The experience of Germany suggests that the integration of large amounts of inflexible nuclear baseload generation and/or intermittent renewable generation into the energy system will rapidly become a key issue for the UK. Incidents of renewable supply exceeding demand are rare at present but could rapidly become commonplace. If heat is electrified then peak power flows would greatly increase. Options for coping with the greater demands include reinforcing the transmission infrastructure, building super and/or smart grids, deploying energy storage and creating demand-side management. This project focuses on three energy vectors – electricity, heat and hydrogen – that could have an important role in balancing renewable generation in the future. In contrast to most studies, which tend to examine these vectors in isolation, this project is taking a broader approach that could identify lower-cost pathways that might, for example, use excess renewable electricity to produce stored heat or hydrogen that is stored in the gas networks.

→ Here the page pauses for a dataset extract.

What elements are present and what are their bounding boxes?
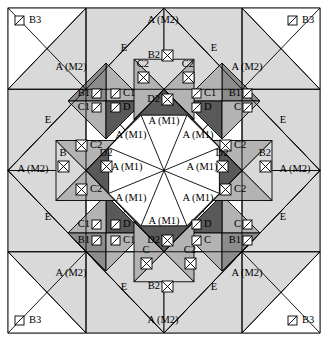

This project is investigating the interactions, synergies and potential conflicts between the large-scale deployment, at different scales, of electricity, hydrogen and heat, especially in respect of the different infrastructures that they require. In close collaboration with the Energy Systems at Multiple Scales programme, the research will undertake engineering and techno-economic analysis of energy vectors, and the technologies and infrastructures that generate and transport them, and will incorporate this analysis in a spatially and temporally-explicit way into energy systems models (including at the European [ETM-UCL] and UK [UKTM-UCL] levels).  This sub-theme is closely linked to the recently started EPSRC Realising Energy Storage Technologies in Low-carbon Energy Systems (RESTLESS) project, which is led by UCL and includes collaborators from the Energy Systems at Multiple Scales programme.

Energy system resource use and impacts on ecosystems

The overarching aim of this project is to assess and improve existing practice of quantifying the impact of resources (e.g. fossil fuels, materials and bioenergy) on the environment. The work is examining two specific areas of interest.

  1. The first area involves collaboration with the economic work being undertaken under the Energy and Economy project, and ecosystem scientists at the University of Southampton, to quantity the implications for water use and ecosystems of different energy system developments. Initial work is assessing the possibility of linking the WATER-GAP model to TIAM-UCL, and working to incorporate in the modelling the insights from the recently completed SPLiCE (Sustainable Pathways to Low-Carbon Energy) project, which was funded by Defra.
  2. The second area aims to analyse how methods for resource estimation and assessment of impacts of resource consumption activities can be developed and deployed to provide relevant information for investors and policy makers. This work will liaise with the recently awarded (NERC-funded) ADVENT (Addressing Valuation of Energy and Nature Together) and other initiatives related to complexity in the ‘nexus’.